When you first come to meditation, you may not like yourself very much. You may feel that you even hate yourself, or hate your world. But you continue to practice and relate with your world and yourself simultaneously, both in meditation and in everyday life situations. Doing so properly, thoroughly, and completely, some kind of warmth begins to develop. You find that the phenomenal world is workable after all. It may not be lovable yet, but at least it’s workable, manageable. And you realize that maybe you too are workable and manageable.

So the practice of meditation is composed of these three elements: working with yourself, working with the phenomenal world, and working with the warmth that develops. You begin to take a liking to your frustration, pain, and boredom. Everything is part of your world.

The practice of meditation is the only way to develop this basic trust in yourself and your world. Beyond that, meditation is the key to developing openness and the potential of enlightenment. Without this practice as the basis, you may be sidetracked by all kinds of entertaining processes. Those sidetracks may feel quite good for a few months. You can do all kinds of exotic, seemingly fantastic things. Still, when you are going through these experiences, your vessel has a hole in it, somewhere or other. Somewhere, you are still leaking. You are not able to hold things within yourself properly. Your fascination, your sense of impatience, and trying to make the best of things in the world by entertaining yourself is the heart of what I call spiritual materialism.
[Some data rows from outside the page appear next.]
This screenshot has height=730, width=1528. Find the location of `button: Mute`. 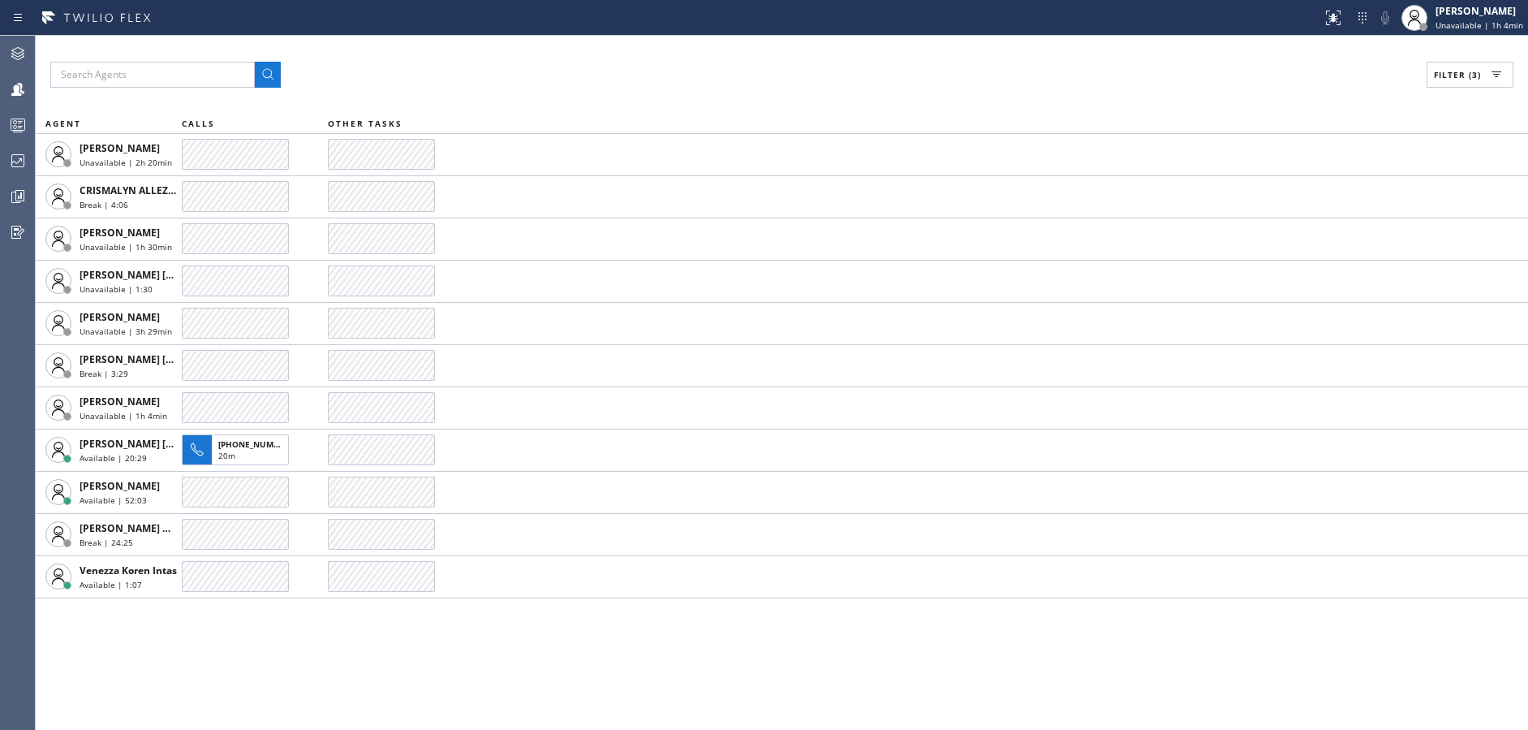

button: Mute is located at coordinates (1385, 18).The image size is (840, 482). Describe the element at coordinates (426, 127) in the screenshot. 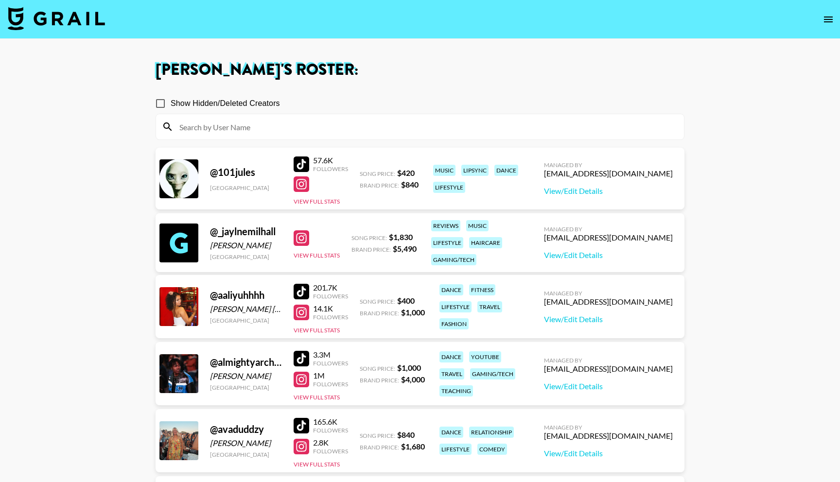

I see `input: Search by User Name` at that location.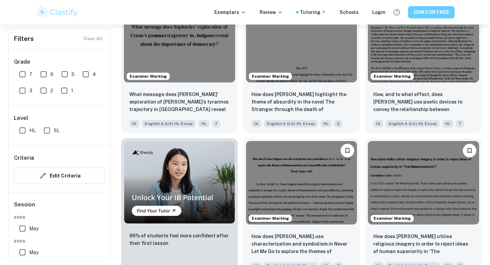 The image size is (490, 265). I want to click on span: 2, so click(52, 91).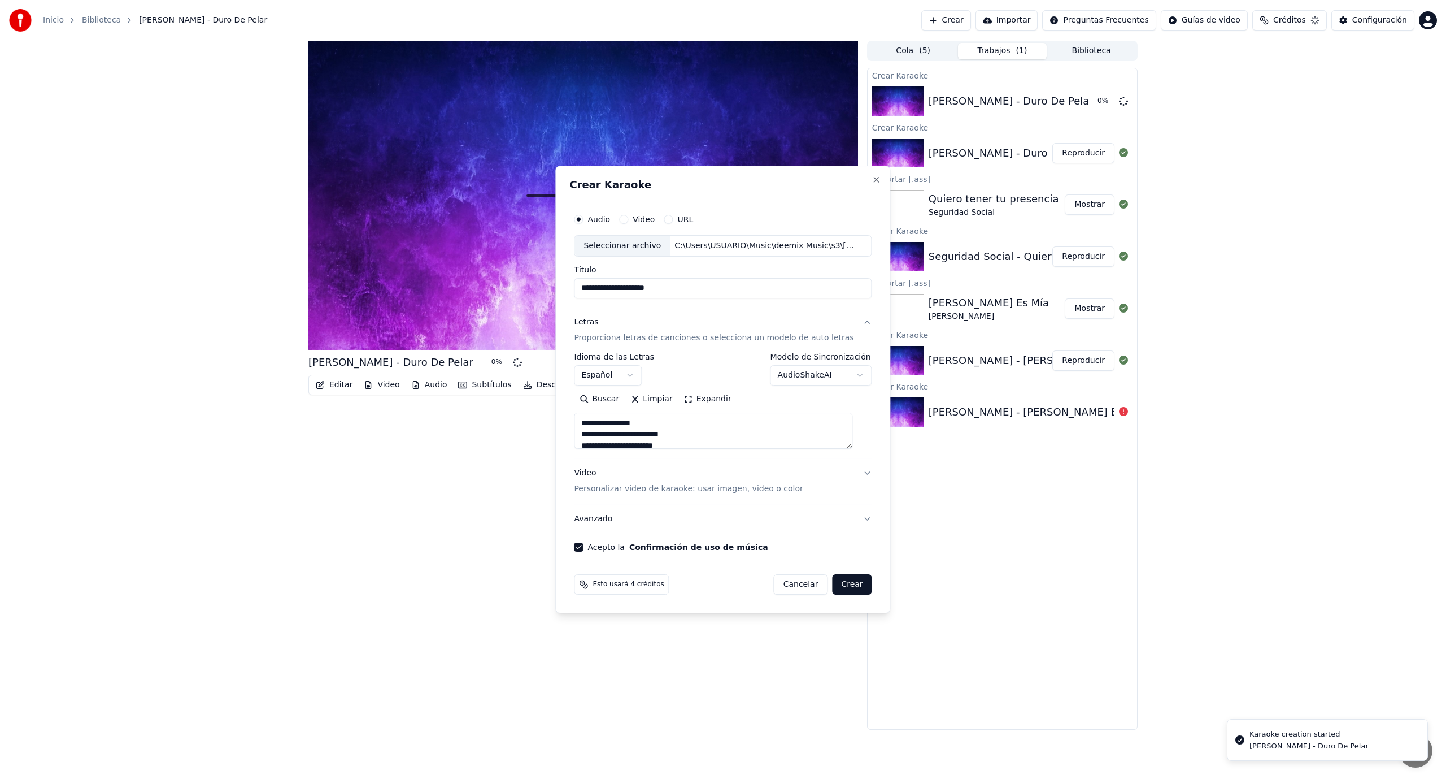  What do you see at coordinates (586, 322) in the screenshot?
I see `div: Letras` at bounding box center [586, 322].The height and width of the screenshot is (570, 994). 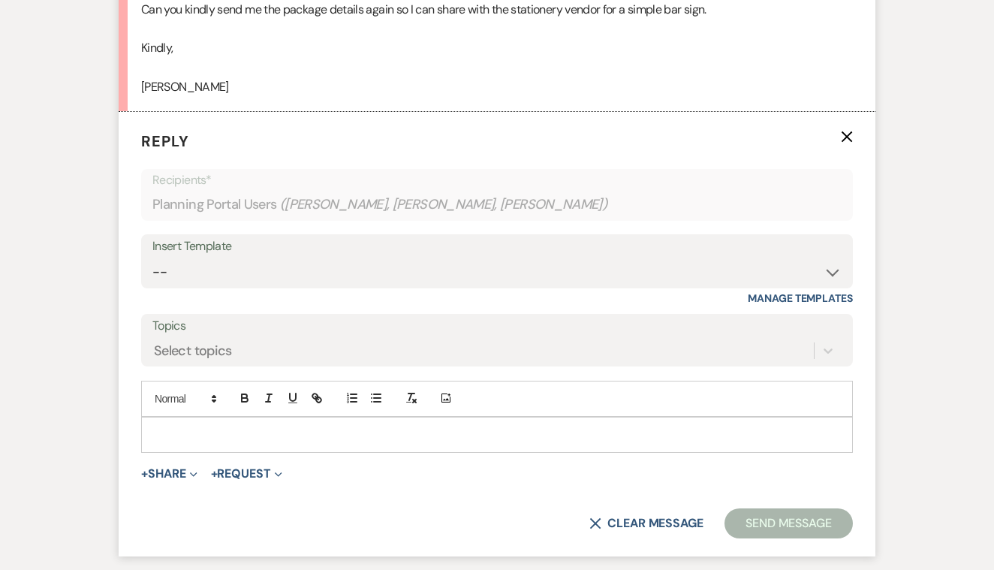 I want to click on p: Recipients*, so click(x=497, y=180).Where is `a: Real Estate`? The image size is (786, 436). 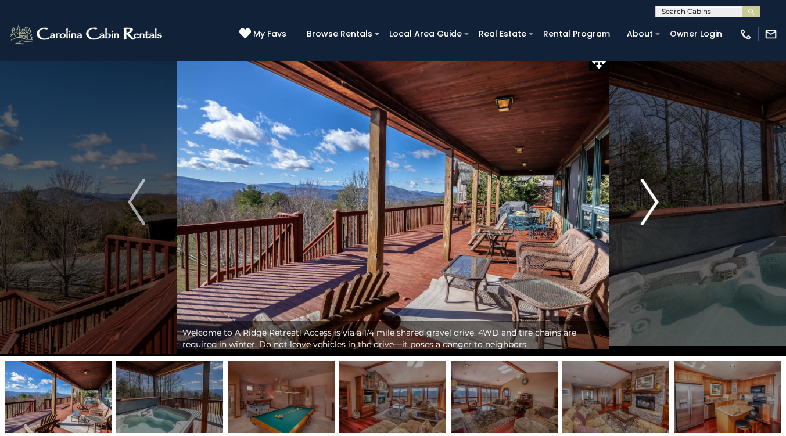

That approach is always a problem, not only in the modern world but also throughout history. It existed in the past, going back 2,600 years to the time of the Buddha. Spiritual materialism, the desire to turn spirituality into something you can possess and the tendency to see spirituality as a thing outside of yourself, is always there to be dealt with.

With the mentality of spiritual materialism, when you feel that everything in your life is a mess, you try to find someone to blame. We might blame the president of the country, the head of the police force, or our own boss. But you are missing the point. You ignore the leak in your own vessel, the leak within yourself. Nobody regards his or her own vessel as inefficient. We miss the point: that actually our vessel is leaking; our pot is leaking.

Meditation, especially at the beginning, exaggerates the leaks that are taking place. You keep pouring all kinds of goodies, all kinds of interesting experiences, into your vessel, but it never fills up. Finally, through the practice of meditation, you realize that there is a leak. It’s not all that magical. The leakage is distrust. You realize that you are rejecting your basic sanity, and that we think that this basic sanity is something you have to purchase from somebody else and then transplant it into yourself.

The real weakness is thinking that you are not good enough, and that there is some outside security that you have to find. That you have to become like someone else. That somebody else has the sanity and you are messed up. You think that you have to become like someone else, rather than becoming yourself. When you realize that this is what you have been doing, then your life becomes real and workable—because it has been workable all along.

In summary, meditation is a means of working with oneself and the phenomenal world. Working with those two together produces sparks of warmth and trust. A sense of workability begins to develop throughout your life.

Chögyam Trungpa Rinpoche

Chögyam Trungpa Rinpoche

Chögyam Trungpa Rinpoche (1940-1987) is recognized for playing a pivotal role in the transmission of genuine Buddhadharma to the West. One of the first Tibetan Buddhist teachers to come to America, he established Naropa University in Boulder, Colorado and an organization of some 200 meditation centers worldwide known as Shambhala International. In addition to his best selling books on the Buddhist teachings, including Cutting Through Spiritual Materialism and The Myth of Freedom, he is the author of two books on the Shambhala warrior tradition: Shambhala: The Sacred Path of the Warrior, and Great Eastern Sun: The Wisdom of Shambhala.